An imaginary vista like An Island in the Sea tells us more about the idea of island-ness than might an actual scene, where an island looks like a peninsula or a strip of sunset. In the same way, a map of an imaginary terrain is more maplike than a real map. Degas’s amoebic orange shape, under a similarly grasping orange cloud, takes hold of the mind. Recarved in the crumbly radiance of pastels, the mountainous forms of various Landscapes acquire different sizes and auras, from the original monotype to the cognate print. In one doubled set, a gloriously vague and golden wheat field (Wheatfield and Green Hill) becomes on the second try a tidy rectangular violet field of flax (The Field of Flax); we like it less well, having become acclimated to Degas’s world of recklessly tinted wilderness and unnameable forms. Even a volcano (Vesuvius) seems diminished in its specificity—a mere local postcard.

It is not surprising, as Degas remolded his monotype blobs, bestowing upon them his characteristic roundedness, that his plastic imagination would revert to human forms he had mastered; he shapes a slender isthmus to resemble a foreshortened ballerina’s leg (Rocky Coast), and jestingly extracts a pneumatic, reclining nude from the bulbous protrusions of Steep Coast, her red hair cascading, petrified, down the cliff. Metamorphosis is what nature is all about. Kendall, in his scrupulous examination of Degas’s cultural context, nominates as a likely influence upon the monotypes the writer Victor Hugo, who enjoyed additional celebrity as a painter. Like the Degas of the monotypes, Hugo—whose drawings had been exhibited as recently as 1888—produced topographical scenes from his travels, teased random blots of ink into semblances, and included fingerprints in his free-form compositions.

After the burst of fruitful violence that fed into the 1892 show at Durand-Ruel, Degas withdrew from landscape as such. The third and final room of the exhibition at the Metropolitan hangs some large canvases executed at the Saint-Valéry-sur-Somme, a village in Picardy where Degas had spent holidays with his family as a child, and where his brother René rented a house three decades later. The oils are townscapes more than landscapes and, perhaps partly owing to Degas’s troubled eyesight, are muddy in color and often left unfinished. A number, heavily outlined, seem deliberate exercises in perspective, and point up what a drag drawing is upon painting, with its net of lines.

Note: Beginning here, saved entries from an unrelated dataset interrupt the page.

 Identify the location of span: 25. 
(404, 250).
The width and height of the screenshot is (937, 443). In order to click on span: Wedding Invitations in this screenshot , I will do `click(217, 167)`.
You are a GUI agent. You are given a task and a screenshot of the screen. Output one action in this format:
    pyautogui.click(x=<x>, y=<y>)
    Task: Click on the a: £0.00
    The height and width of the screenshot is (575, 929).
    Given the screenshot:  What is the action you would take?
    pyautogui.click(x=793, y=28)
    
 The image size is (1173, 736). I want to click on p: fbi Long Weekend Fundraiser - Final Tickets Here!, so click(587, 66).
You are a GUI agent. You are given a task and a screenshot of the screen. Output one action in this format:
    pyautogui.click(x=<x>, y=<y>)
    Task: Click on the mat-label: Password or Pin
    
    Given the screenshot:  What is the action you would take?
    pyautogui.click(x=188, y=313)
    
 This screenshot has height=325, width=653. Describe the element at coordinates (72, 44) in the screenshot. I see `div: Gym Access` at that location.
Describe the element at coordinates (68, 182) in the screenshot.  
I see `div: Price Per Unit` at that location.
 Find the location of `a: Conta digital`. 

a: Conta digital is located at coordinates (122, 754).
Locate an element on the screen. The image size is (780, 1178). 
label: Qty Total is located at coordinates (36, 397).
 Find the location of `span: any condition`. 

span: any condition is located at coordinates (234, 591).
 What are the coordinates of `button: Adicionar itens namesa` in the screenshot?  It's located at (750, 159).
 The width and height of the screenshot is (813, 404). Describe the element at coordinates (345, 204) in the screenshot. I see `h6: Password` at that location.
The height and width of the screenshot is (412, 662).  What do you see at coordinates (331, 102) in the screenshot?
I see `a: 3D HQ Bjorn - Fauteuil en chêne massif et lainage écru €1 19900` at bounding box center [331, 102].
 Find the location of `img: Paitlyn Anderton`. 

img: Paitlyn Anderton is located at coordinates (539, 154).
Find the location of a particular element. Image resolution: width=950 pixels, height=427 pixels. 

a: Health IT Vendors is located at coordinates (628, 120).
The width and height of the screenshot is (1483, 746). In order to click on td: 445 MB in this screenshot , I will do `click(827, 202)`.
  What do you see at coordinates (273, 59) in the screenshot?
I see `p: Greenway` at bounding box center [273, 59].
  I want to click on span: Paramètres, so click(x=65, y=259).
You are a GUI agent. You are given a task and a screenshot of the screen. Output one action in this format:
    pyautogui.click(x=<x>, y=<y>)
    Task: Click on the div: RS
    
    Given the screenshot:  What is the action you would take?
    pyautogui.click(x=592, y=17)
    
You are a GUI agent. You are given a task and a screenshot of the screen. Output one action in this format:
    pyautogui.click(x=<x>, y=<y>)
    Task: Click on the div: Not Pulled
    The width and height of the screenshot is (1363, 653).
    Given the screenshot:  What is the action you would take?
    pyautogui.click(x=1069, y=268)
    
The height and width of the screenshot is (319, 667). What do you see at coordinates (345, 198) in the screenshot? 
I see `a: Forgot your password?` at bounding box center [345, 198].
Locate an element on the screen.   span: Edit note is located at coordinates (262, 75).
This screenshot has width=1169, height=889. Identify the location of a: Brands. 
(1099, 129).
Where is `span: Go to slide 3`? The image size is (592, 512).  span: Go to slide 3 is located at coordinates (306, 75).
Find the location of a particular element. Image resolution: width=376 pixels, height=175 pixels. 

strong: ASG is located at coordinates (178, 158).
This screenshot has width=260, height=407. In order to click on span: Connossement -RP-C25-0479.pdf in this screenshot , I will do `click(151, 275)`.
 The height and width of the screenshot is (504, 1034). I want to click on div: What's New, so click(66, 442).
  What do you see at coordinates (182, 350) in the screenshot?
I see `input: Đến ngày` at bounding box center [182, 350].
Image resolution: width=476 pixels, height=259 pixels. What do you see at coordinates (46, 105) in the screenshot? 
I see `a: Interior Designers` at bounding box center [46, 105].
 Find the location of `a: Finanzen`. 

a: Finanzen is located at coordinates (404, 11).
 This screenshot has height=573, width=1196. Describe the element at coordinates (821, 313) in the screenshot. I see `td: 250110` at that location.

After the confident color explosions of the pastelled monotypes, these laborious canvases seem dreary and tentative, though not without, in the View of Saint-Valéry-sur-Somme and Houses at the Foot of a Cliff, a melancholy impressiveness. There is a suggestion, in the piling-on of cubes and the predominance of orange and green, of Cézanne, and even, in the quasi-primitive Return of the Herd, of Gauguin, but nothing like the vitality of either painter, or of the sun-soaked landscapes of an earlier Degas. We end with several paintings in which landscape figures potently as background; the pinkish tints of Racehorses in a Landscape (1894) echo from sweated horse-flank to mountaintops dipped in red glow, and the fauve colors of the swirling figures of Russian Dancers (1899) extend into the vivid background. Wherever you look in nature, his outdoor exercises taught Degas, color is in motion.